A graduate of the New England Conservatory,  Mollicone has studied composition with Donald Martino, Ron Nelson, Daniel Pinkham, Gunther Schuller, and Seymour Schifrin. He is currently a professor at Notre Dame de Namur University in Belmont, Calif., and at West Valley College in Saratoga, Calif.

His one-act operas—“Emperor Norton,” “Starbird,” “The Face on the Barroom Floor,” and “The Mask of Evil”— have been performed extensively. “The Face on the Barroom Floor,” a recipient of the American Composers’ Recording Award, is one of America’s most often-performed contemporary operas, and has also been produced in Europe.
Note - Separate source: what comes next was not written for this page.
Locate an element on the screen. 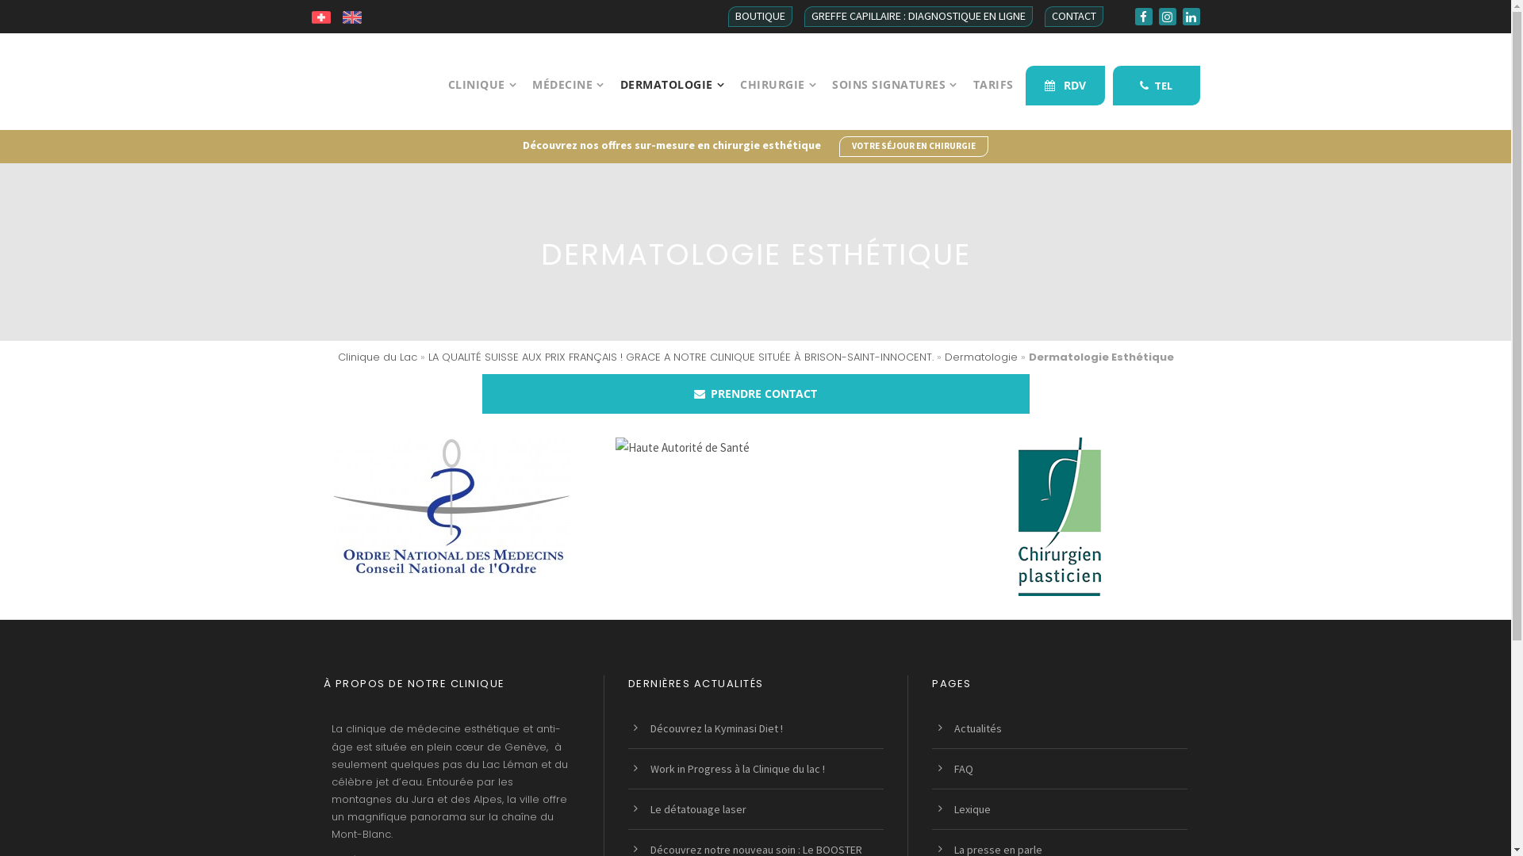  FAQ is located at coordinates (963, 769).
Mollicone has been a Woodrow Wilson Visiting Fellow since 1997, and has served on panels for The National Endowment for the Arts. He is associate director of the Ernest Bloch Music Festival in Oregon, and director of its composers’ symposium. His opera “Gabriel’s Daughter” (libretto by William Luce) was premiered in July 2003 at the Central City Opera.

Mollicone has written works for orchestra, voice, chorus, ballet, and solo voice, as well as music for film, television, and theater, including the Guthrie Theater (Minneapolis). He has worked with several distinguished actors as a conductor, composer, and pianist, including Jean Stapleton, David Ogden Stiers, Tovah Feldshuh, Charles Nelson Reilly, and Angela Lansbury. His works have been performed by distinguished artists, including JoAnn Falletta, Frederica Von Stade, Amy Burton, Music from Copland House Players, Erie Mills, Maria Spacagna, D’Anna Fortunato, and Marnie Breckenridge.

The visit by Mollicone is underwritten by the Woodrow Wilson National Fellowship Foundation, a group that engages leaders from a range of professions to spend weeklong residencies at small liberal arts colleges, helping connect their work to the world. Now more than 35 years old, the program recently came under the administration of the Council of Independent Colleges.